Filtering the Appium Log
Sometimes it might be necessary to hide sensitive information, like passwords, device identifiers,
hashes, etc..., from the server log. Appium makes it possible to ensure such information is
redacted in logs via the --log-filters
command line argument. This argument allows you to provide
the path to a special config file, containing one or more log obfuscation rules.
Config Format¶
The filtering config must be one of:
- a path to a valid JSON file containing an array of filtering rules
- a
log-filters
entry in an Appium Config file, with the rules array inline
Each rule is an object with a set of predefined properties. The following rule properties are supported:
pattern
: A valid Javascript RegExp pattern to replace. Must be a valid non-empty pattern.text
: A simple non-empty exact text match to replace. Either this property or the above one must be provided.pattern
has priority overtext
if both are provided.flags
: Regular expression flags for the given pattern. Supported flags are the same as for the standard JavaScript RegExp constructor. Note that theg
(global matching) flag is always enabled.replacer
: The replacer value to use. By default it is**SECURE**
. Empty values are allowed.
Config Examples¶
Replace all occurrences of my.magic.app
string with the default replacer:
Replace all occurrences of my.magic.<any char>
string with a custom replacer (case insensitive):
Replace all occurrences of my.magic.<any chars>
and/or your.magic
strings with a custom
replacer (case insensitive):
[
{
"pattern": "my\\.magic\\.\\w+",
"flags": "i",
"replacer": "***"
},
{
"pattern": "your\\.magic",
"flags": "i",
"replacer": "***"
}
]
Truncate all log lines to max 15 chars (advanced):
Config Errors Handling¶
If any of the config rules contains invalid items (such as empty/invalid pattern, empty rule, etc.) then Appium will print the detailed report about collected errors and will fail to start until these errors are addressed.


- WHAT NEEDS TO BE DONE
Exact repetition is the task: copy every entry below.
----------
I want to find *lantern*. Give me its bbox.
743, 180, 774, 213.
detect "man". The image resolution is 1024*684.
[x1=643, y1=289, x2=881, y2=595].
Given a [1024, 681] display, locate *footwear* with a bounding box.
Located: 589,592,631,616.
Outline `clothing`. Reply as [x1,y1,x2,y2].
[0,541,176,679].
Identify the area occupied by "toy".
----------
- TASK RESPONSE
I want to find *lantern*. Give me its bbox.
743, 180, 774, 213.
detect "man". The image resolution is 1024*684.
[x1=643, y1=289, x2=881, y2=595].
Given a [1024, 681] display, locate *footwear* with a bounding box.
Located: 589,592,631,616.
Outline `clothing`. Reply as [x1,y1,x2,y2].
[0,541,176,679].
Identify the area occupied by "toy".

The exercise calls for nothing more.